Again, in cases where the female deity is the mere reflection of the male, we do not find her invested with a share in his dominion, although, as in the case of Juno, she may occasionally and derivatively exercise some of the prerogatives, which in him have a higher and more unquestionable activity. Thus Tartarus is the region of Κρόνος, not of Ῥέα; air is the realm of Jupiter, not of Jupiter and Juno. But Persephone appears by the side of Hades as a substantive person; she is invoked with him by Althea to slay Meleager, in the Legend of the Ninth Iliad[405]: and the region in which she dwells is not less hers than his[406],

εἰς Ἀΐδαο δόμους καὶ ἐπαινῆς Περσεφονείης.

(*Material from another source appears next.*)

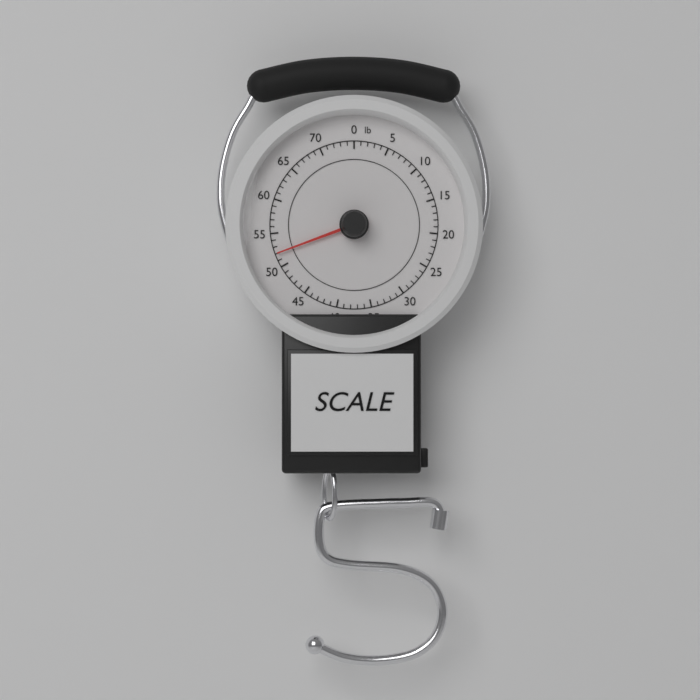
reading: 52 lb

Indeed her personality is the better developed of the two: for no personal act is ascribed in the poems to Aides, except the indeterminate one of trembling, at the battle of the gods, lest the crust of earth should be broken through: and the name given him in the Iliad of Ζεὺς καταχθόνιος, subterranean Jupiter, may possibly suggest that he was sometimes viewed as hardly more than a form or function of the highest god: whereas, in the under-world of the Eleventh Odyssey, all the active functions of sovereignty are placed in her hands. It is she who gathers the women-shades for Ulysses: and it is she who disperses them when they have been passed in review. It is by her that Ulysses apprehends the head of Gorgo may be sent forth to drive him off, should he linger too long; it is by her that he apprehends he may have been deluded with an εἴδωλον or shade, instead of a substance; most of all, it is she who endows Tiresias, alone among the dead, with the character of the Seer[407]. In fine, the whole of the active duties of the nether kingdom appear to be in her hands.

That she was generally worshipped by the Hellenic tribes we must infer from the cases mentioned in the Ninth Iliad, the one in Ætolia, the other farther North[408]; as well as from her office in regard to the thoroughly national region of the Shades.